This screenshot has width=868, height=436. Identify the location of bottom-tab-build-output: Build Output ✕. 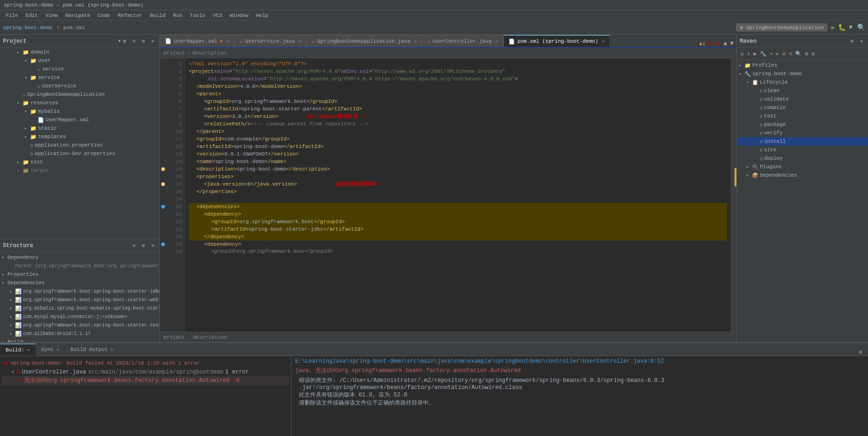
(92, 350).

- - -

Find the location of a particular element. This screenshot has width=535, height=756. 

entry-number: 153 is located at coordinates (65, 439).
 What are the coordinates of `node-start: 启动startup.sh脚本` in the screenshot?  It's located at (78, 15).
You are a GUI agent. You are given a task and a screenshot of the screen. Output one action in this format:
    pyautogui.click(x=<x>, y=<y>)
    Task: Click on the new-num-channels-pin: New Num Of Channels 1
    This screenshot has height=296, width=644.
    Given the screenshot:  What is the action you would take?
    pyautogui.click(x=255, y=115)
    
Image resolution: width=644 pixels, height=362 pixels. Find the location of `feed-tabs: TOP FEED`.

- - -

Exercise directions ▸ All lines in the listing above between the line with "This screenshot has height=296, width=644." and the line with "Image resolution: width=644", inclusive, should be set down exactly, and no line outside that range.

Written reply ▸
    This screenshot has height=296, width=644.
    Given the screenshot:  What is the action you would take?
    pyautogui.click(x=255, y=115)
    
Image resolution: width=644 pixels, height=362 pixels. Find the location of `feed-tabs: TOP FEED`.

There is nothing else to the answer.